Museum Spaces: The Bloomsbury Group
By Lara Mangano
The Bloomsbury Group were a collection of artists and writers living in late- nineteenth and early-twentieth century London. Their legacy in early modernism is imprinted through the literature of Virginia Woolf and the art of her sister Vanessa Bell who, along with other associated artists, visually contributed to the daring modernist abstraction of painting and decorative arts, freeing visual culture from its previous limits. What always strikes me is the relatively early period of their flowering in the 1910s, rather than later in the interwar period, cementing them as the cutting edge of the avant-garde.
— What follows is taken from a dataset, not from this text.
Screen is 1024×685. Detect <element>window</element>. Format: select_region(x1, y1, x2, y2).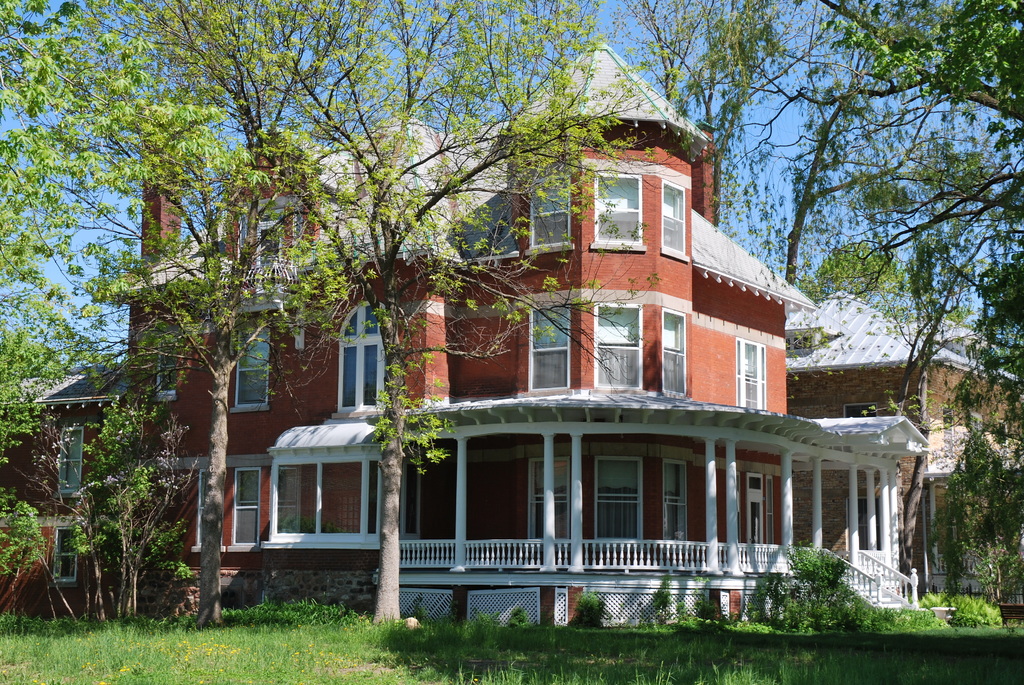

The post-World War I world of the 1920s and 30s, associated with Art Deco, embraced the geometric abstract lines in the mainstream; it is as if the Bloomsbury Group were foreshadowing this tendency for modernism.
Left: Duncan Grant, Vanessa Bell, c.1918. Oil on canvas, 94 x 60.6 cm. National Portrait Gallery. Right: A view of the fireplace in Clive Bell’s Study at Charleston, 2015. Photograph taken from Home & Antiques.
It is in the context of the First World War that the group retreated to Charleston, the countryside cottage in East Sussex, in order to avoid conscription and work in the war effort in alignment with their pacifist values. The entire house is a doll’s house delight for their lifestyle and aesthetic: painted walls lined with decorative patterns; bright yet muted colours and textures covering each surface; ceramics and rugs produced at their design enterprise Omega workshops interspersed with an equally impressive collection of antique furniture and ceramics collected from around the world. The unique shapes and colours that you encounter in the curated space of domestic objects transports you to their world, not just through individual artefacts or paintings but experienced within a wider environment of the room all together. This perhaps encapsulates the late-nineteenth-century modernist notion of Gesamtkunstwerk, a concept championed by the Vienna Secession. It was indeed in this period when the avant-garde were looking to unify the arts and undermine the hierarchy of fine art predominating over decorative art, in order to create freedom, bring modernism to everyday spaces, and democratise the experience of art.
Omega design letterhead, 1913. Image taken by Annabel Cole. Source: Tate.
Perhaps in a similar spirit, the recent renovation of Somerset House has restored and modernised the spaces of the Courtauld Gallery, bringing back the rooms of art to the public. The closet space in the North Wing houses a room dedicated to the Bloomsbury Group, which in my opinion is a highlight of the entire gallery. The reason is not due to a stylistic preference against the gorgeous ceiling mouldings of the Blavatnik Galleries, but the fact that the room, small as it is, makes up for its size with the sensory experience that is created by the mode of display. The room aptly recreates the physical environment of the Bloomsbury Group, while not inauthentically seeking to be a copy of Charleston. The walls are painted in the characteristic earthy red matte, with a geometric block of moss green contrasting with the navy wainscoting panels and providing a rich backdrop for the framed paintings, as well as a case filled with ceramics from the Omega workshops. Thankfully, even the museum case does not take the viewer out with a stark white backdrop—the surfaces of the framed case covered with pale green dupion silk, fitting in with the wider colour scheme. Most pleasing of all is the chair and reliquary figure in the corner, not enclosed in a museum case.
Left: Gorgeous corner at the North wing exhibit at Somerset House The Bloomsbury Group, the Courtauld Gallery. Photograph taken by (me!) Right: North wing exhibit at Somerset House The Bloomsbury Group, the Courtauld Gallery. Photograph taken by (me!)
I comment on this as often the glass barrier between the person and material cuts the connection of the senses, and museum spaces with stark, simple white walls unfortunately decontextualise the art exhibited. The art often feels like a fish out of its pond, unable to be appreciated in the way it was seen when created, environmentally separating people from the art. The minimalist lighting, though disappointing in such historic space, has limited distraction in this room thanks to the dim, warm hue helping to create the atmosphere that is fitting to the Bloomsbury Group. Even the rug underneath, based on an Omega drawing by Roger Fry at the Courtauld collection, help transport the viewer through the furnishings and colours, that little bit closer to early-twentieth century modernism. I hope that in future, more exhibition spaces are increasingly ambitious in de-gentrifying museums and public spaces and are unafraid to bring authentic spaces and objects to life.